Leeds Lit Fest 2025
Sarah-Clare Conlon, Literature EditorBook now
Leeds Lit Fest 2025
Ticket prices vary, check the Leeds Lit Fest website for full details.
Always double check opening hours with the venue before making a special visit.

The award-winning Leeds Lit Fest is back, this year running from 14 to 22 June 2025, and bringing together local talent and big-name authors for a lively programme of talks, workshops, performances and spoken word events. Organised by a passionate collective of Leeds-based arts and literature organisations, the festival champions creativity and community, celebrating the written and spoken word in its many forms, and offering plenty of opportunities for audiences to get involved.
We’re looking forward to Wild Women Writing The North (and with a title like that, who wouldn’t be?), seeing author and poet Rachel Bower is in conversation with poet, academic and folklorist Professor Emily Zobel Marshall (Hyde Park Book Club, Monday 17 June, 7pm, £6). Rachel will talk about, and read from, her debut novel It Comes From The River, which came out recently on Bloomsbury, as well as her new poetry collection, Bee (Hazel Press), which features 18 poems exploring the ancient and complicated relationship of help and harm between bees and humans, from Stone Age honey hunters to modern beekeepers. Emily (recently a guest at Chemistry) will share her insights and read from her first poetry collection, Bath of Herbs (Peepal Tree Press), which explores the complexity of mixed-race, hybrid identities and relationships to the English and Welsh mountains, fells, rivers and shorelines from an ‘othered’, unmappable, positionality. The programme says: “Rivers, bees, folklore and wild women. Now that’s a combination you won’t get anywhere else!”

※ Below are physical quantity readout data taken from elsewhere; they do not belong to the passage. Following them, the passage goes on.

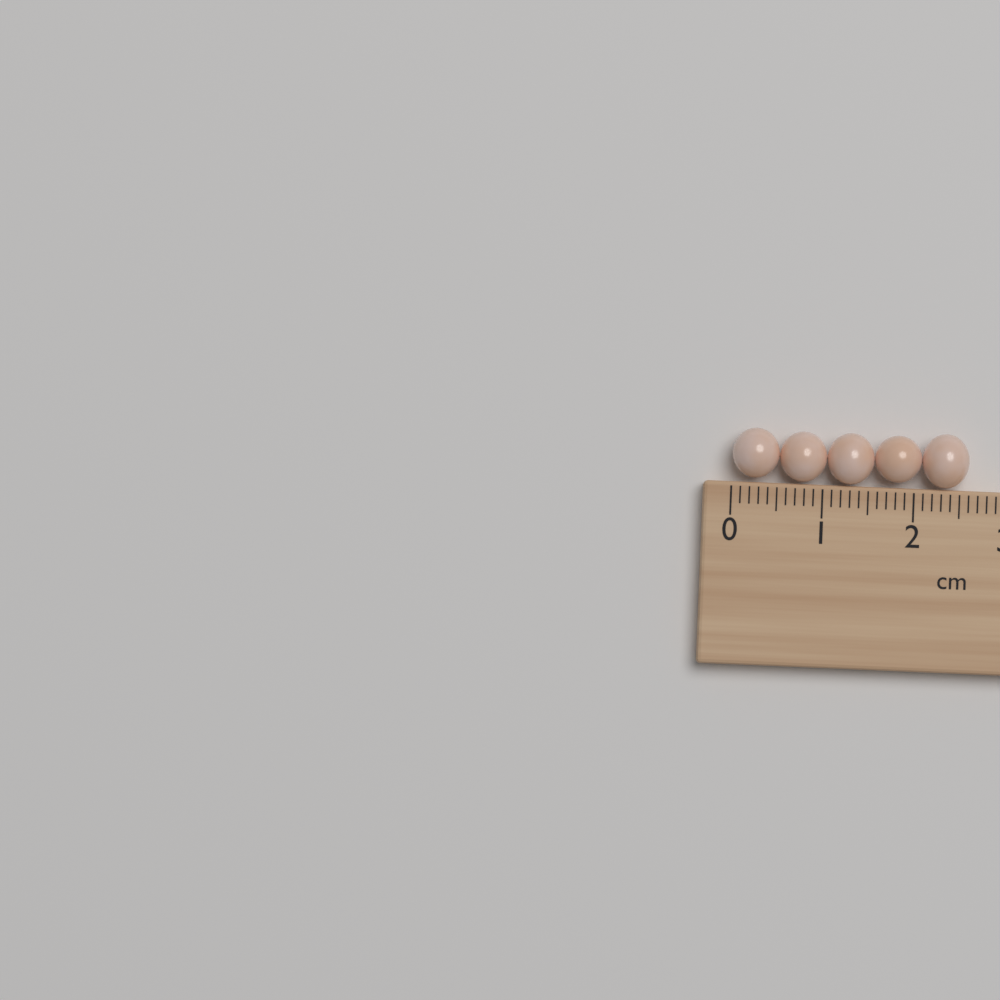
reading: 2.6 cm
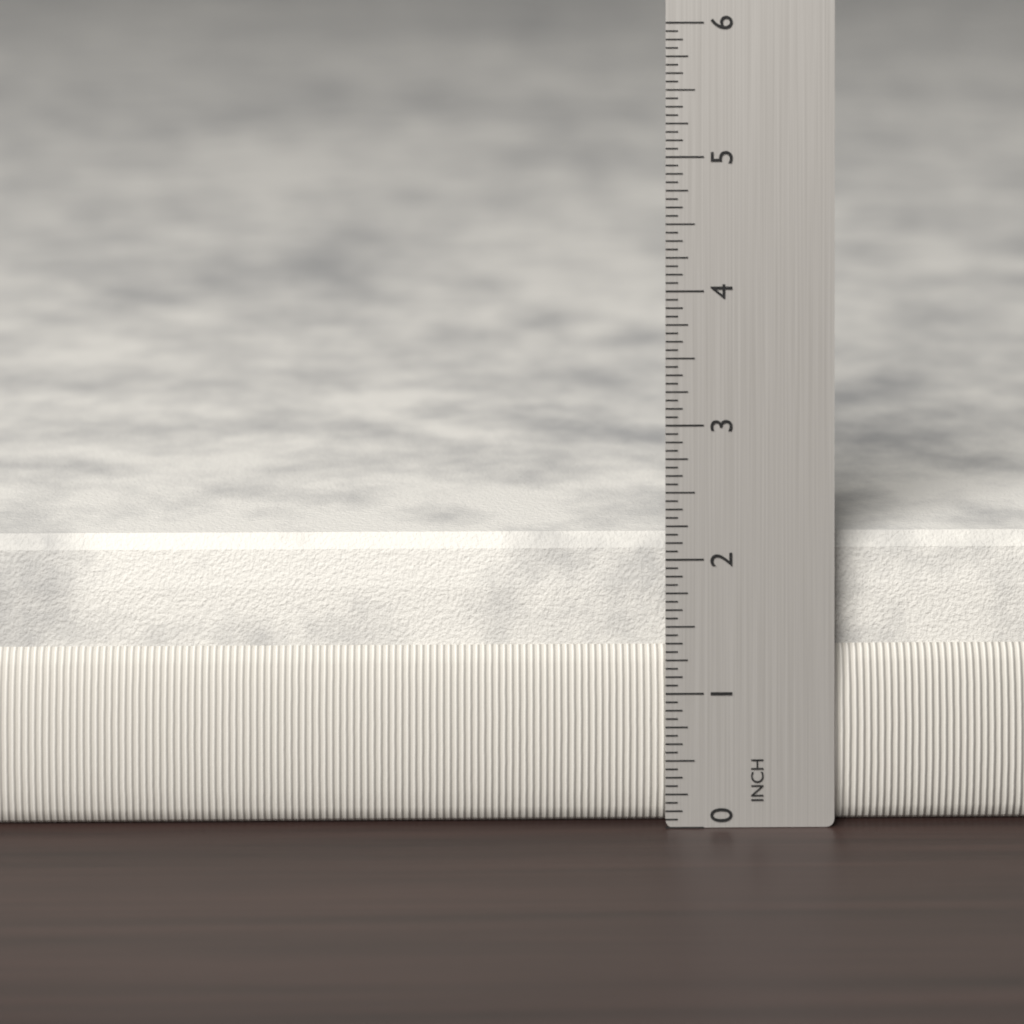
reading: 2.1250 in
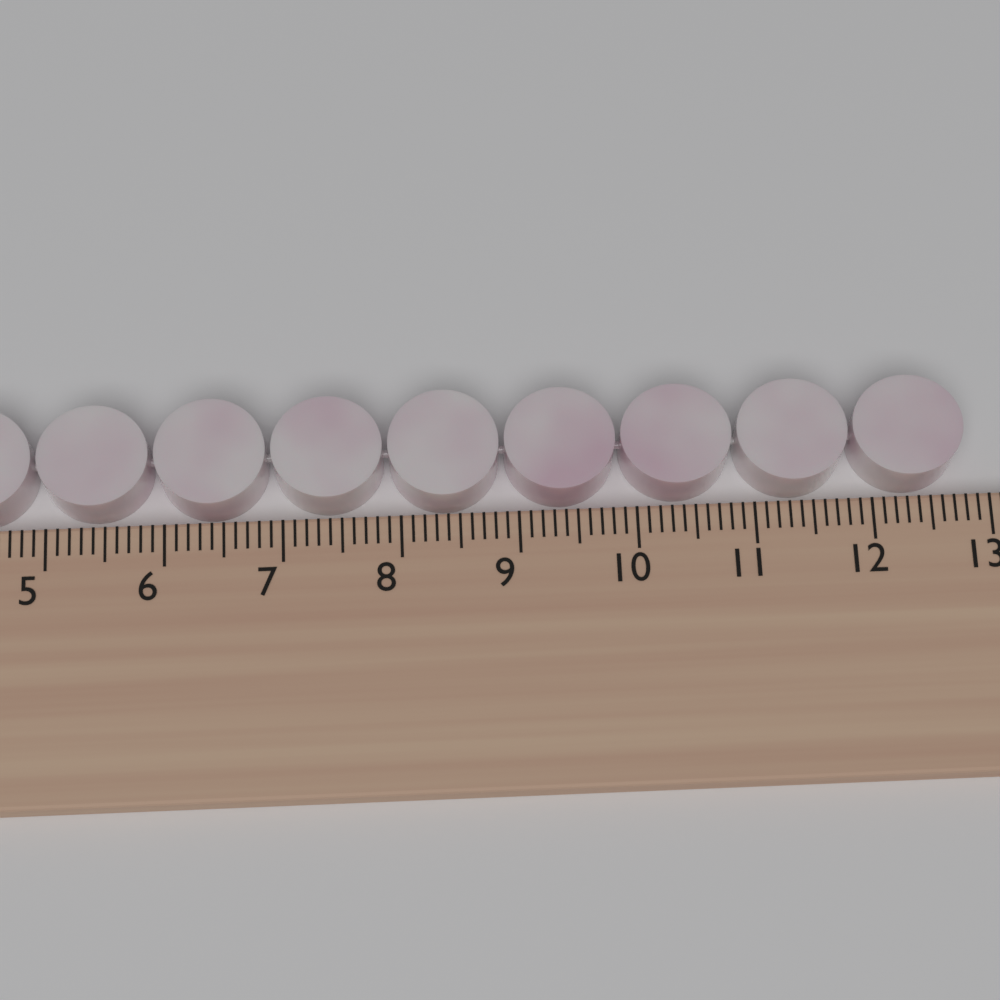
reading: 12.8 cm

We’ve also got our beady eye on Poetry, Yorkshire and Beyond, bringing together two highly-acclaimed Yorkshire-based writers – Andrew McMillan and Maria Ferguson – for an evening of conversation and performance (Hyde Park Book Club, Wednesday 18 June, 7.30pm, £10). Both are known primarily as poets, but Andrew recently published the highly-acclaimed novel Pity (Canongate), while Maria has written and performed two award-winning one-woman theatre shows. As well as a chat led by acclaimed poet Matt Abbott of LIVEwire Poetry (a Leeds-based national organisation specialising in live events and writer development), Andrew and Maria will be reading from their work. Andrew has published three award-winning collections with Jonathan Cape, physical, playtime and, most recently, pandemonium, and Maria’s second collection, Swell, was published by Penguin in January.
Our third pick is the final festival event (Sunday 22 June, 5pm, £6), when Jo Bell will be presenting her new memoir Boater, A Life On England’s Waterways. A decades-long boater, and liveaboard, poet (and trained archaeologist) Jo was the UK’s inaugural Canal Laureate so she knows a thing or two about her subject – and where better to host a glimpse into the floating world than Leeds’ very own floating bookshop, Hold Fast, onboard National Historic Ship and former Yorkshire Coal Barge Marjorie R (moored at Upper Dock Mooring, Leeds Dock). Blending personal narrative, following a year-long odyssey navigating the country’s canals, and history, Boater reveals the key moments, cultures and communities that have been built along the canal banks – and reflects on how the waterways have been the lifeblood of our country’s development.